Proceedings of the National Conference of Charities and Correction, at the ... Annual Session Held in ...
Author | : National Conference of Charities and Correction (U.S.). Annual Session |
Publisher | : |
Total Pages | : 610 |
Release | : 1911 |
Genre | : Charities |
ISBN | : |
Bulletin of the National Conference of Charities and Corrections
Author | : National Conference on Social Welfare |
Publisher | : |
Total Pages | : 870 |
Release | : 1897 |
Genre | : Charities |
ISBN | : |
The Feminist Political Campaign for Eugenic Legislation in New Jersey, 1910-1942
Author | : Alan R. Rushton |
Publisher | : Cambridge Scholars Publishing |
Total Pages | : 368 |
Release | : 2023-01-12 |
Genre | : Psychology |
ISBN | : 1527593045 |
As this book shows, between 1910 and 1942, social feminists in New Jersey waged an unsuccessful campaign for legislation that would permit eugenic sterilization of ‘feebleminded’ and other ‘undesirable’ citizens. Church archives and religious periodicals described the conflict between Catholic and Protestant citizens regarding this issue. Reform-minded women persisted in their quest for such progressive state legislation despite repeated failures. Their number of potential voters was very small compared to the organized bloc of Catholic citizens who viewed such legislation as immoral and based on bad science, and threatened to unseat any legislator who supported such a notion.

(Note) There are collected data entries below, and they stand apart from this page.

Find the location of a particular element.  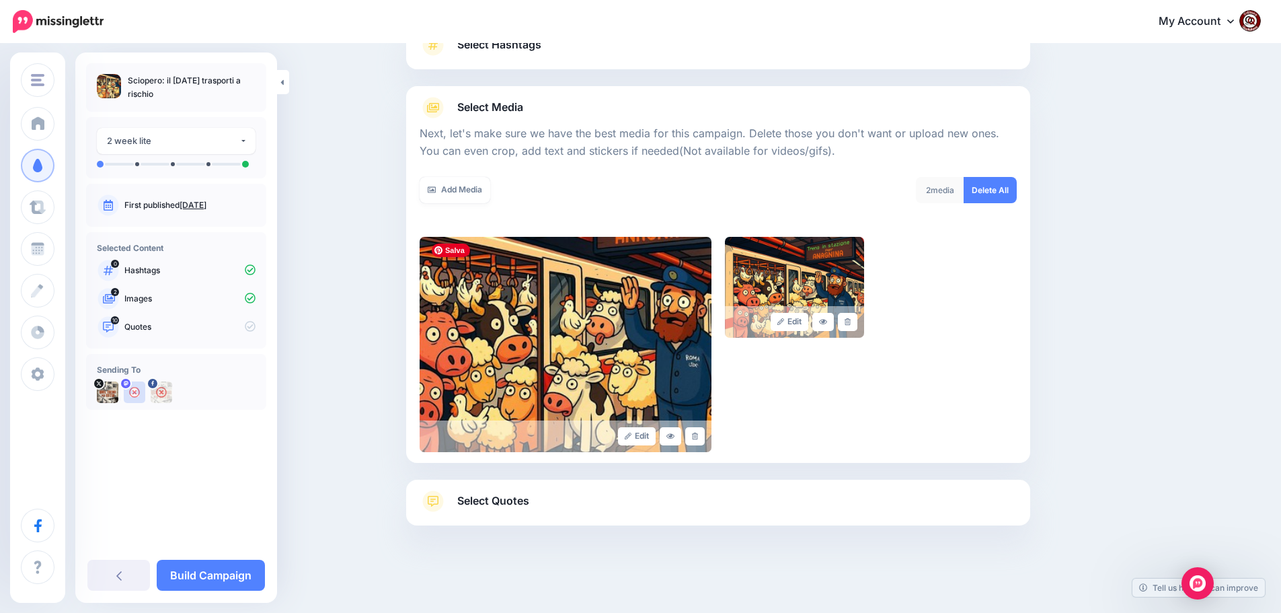

p: Next, let's make sure we have the best media for this campaign. Delete those you don't want or up... is located at coordinates (718, 143).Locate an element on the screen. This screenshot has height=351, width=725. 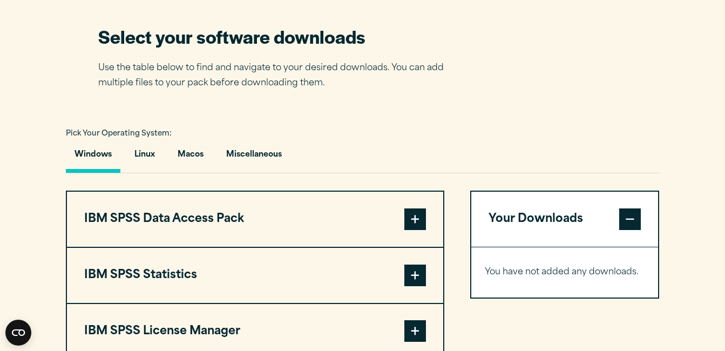
p: Use the table below to find and navigate to your desired downloads. You can add multiple files to... is located at coordinates (279, 76).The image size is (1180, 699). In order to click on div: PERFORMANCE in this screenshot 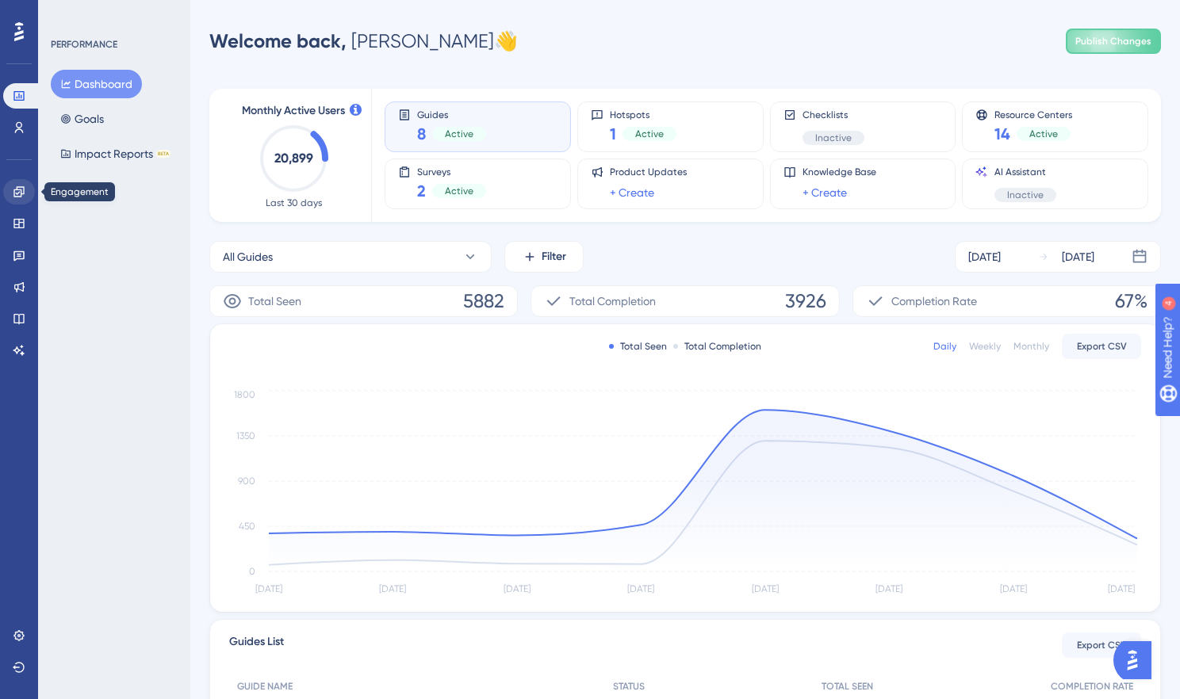, I will do `click(84, 44)`.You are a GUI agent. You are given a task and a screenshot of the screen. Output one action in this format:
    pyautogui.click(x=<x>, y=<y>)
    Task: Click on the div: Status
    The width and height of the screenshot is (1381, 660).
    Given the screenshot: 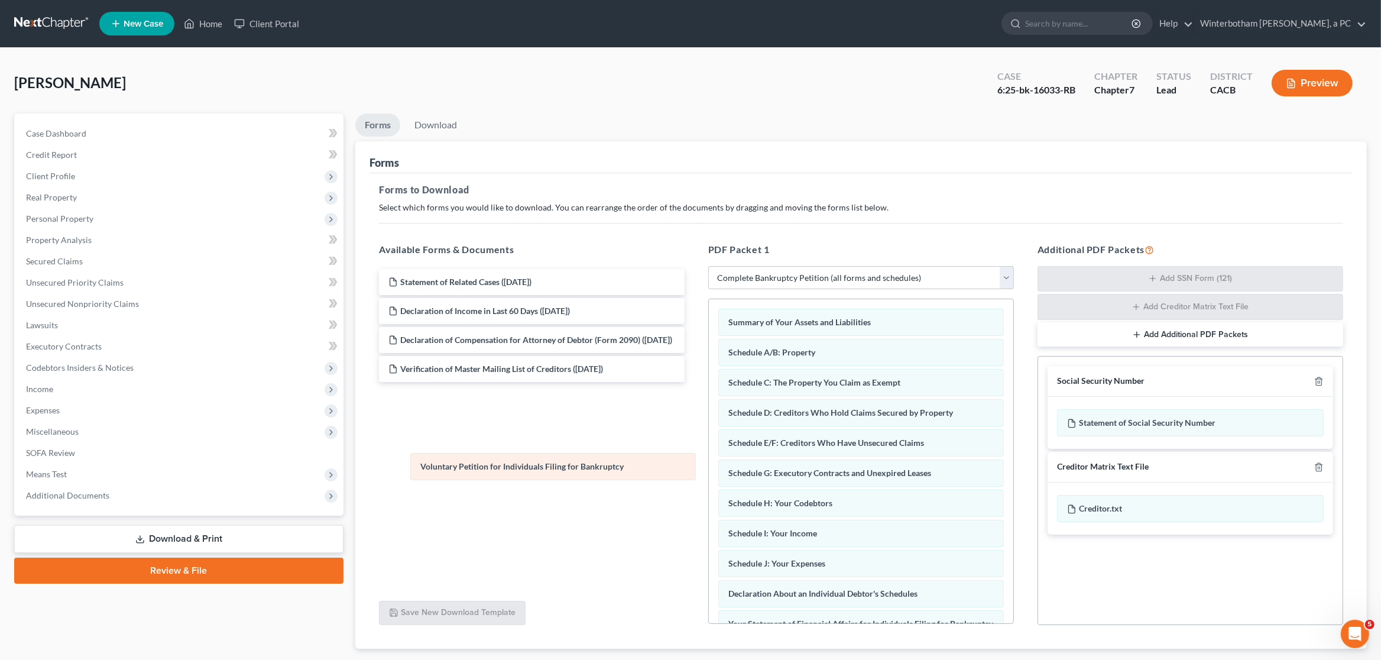 What is the action you would take?
    pyautogui.click(x=1173, y=76)
     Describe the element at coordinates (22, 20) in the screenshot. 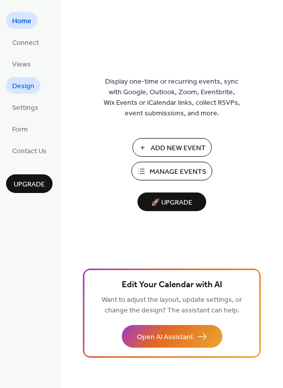

I see `a: Home` at that location. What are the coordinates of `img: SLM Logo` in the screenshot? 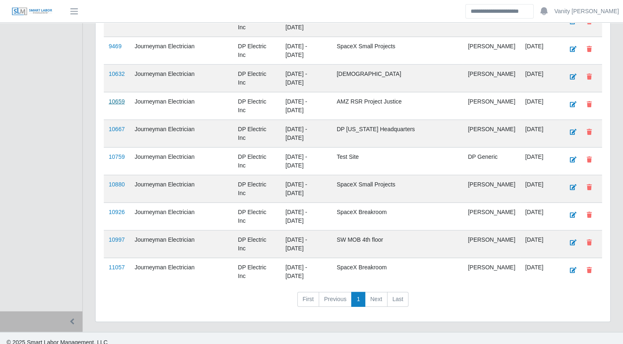 It's located at (32, 12).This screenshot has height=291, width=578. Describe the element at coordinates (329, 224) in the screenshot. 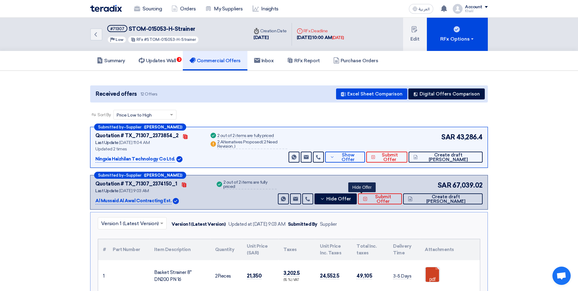

I see `div: Supplier` at that location. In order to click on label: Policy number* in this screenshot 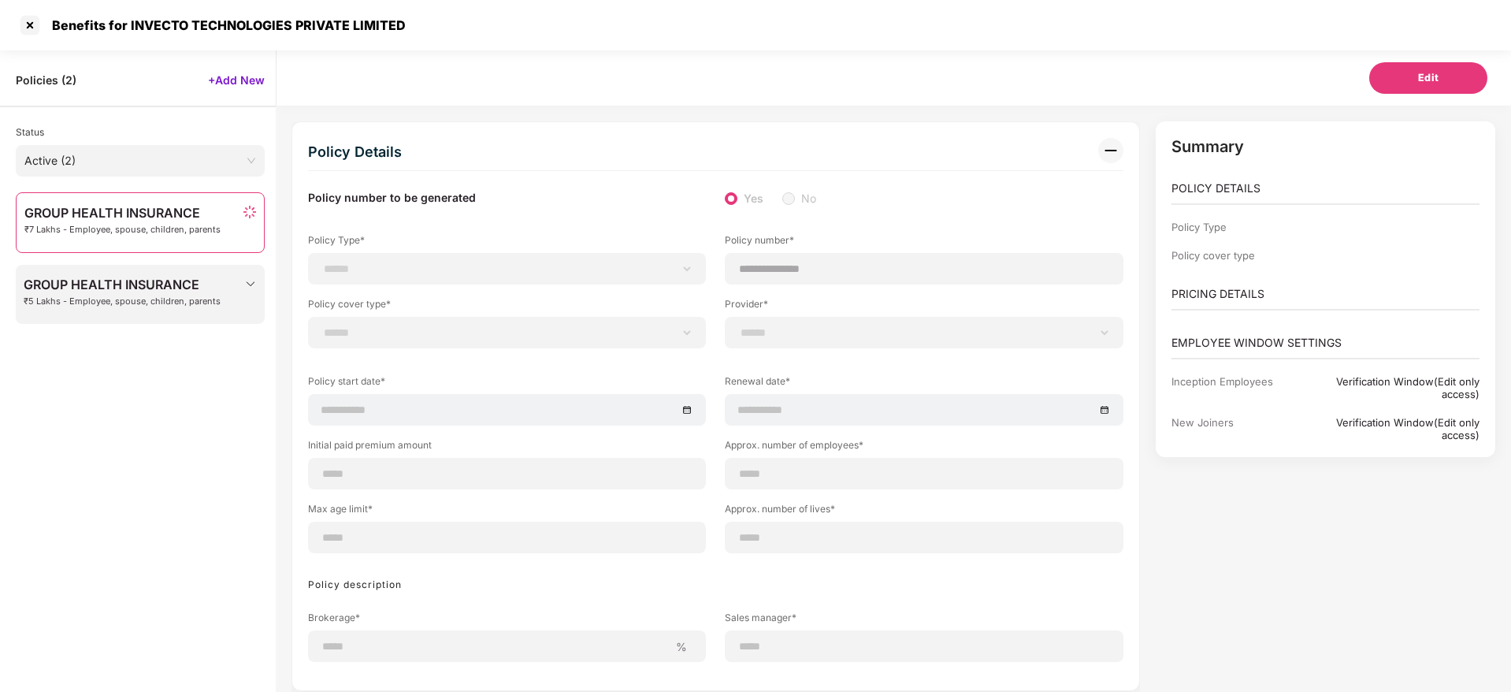, I will do `click(923, 243)`.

This insightful text highlights that public officials would only enact such laws when they were convinced that many citizens supported a particular eugenic goal and then would vote for legislators who satisfied this moral challenge. Public opinion was unprepared for such radical legislation in New Jersey, and legislators learned that to even consider a eugenic sterilization notion would be political suicide.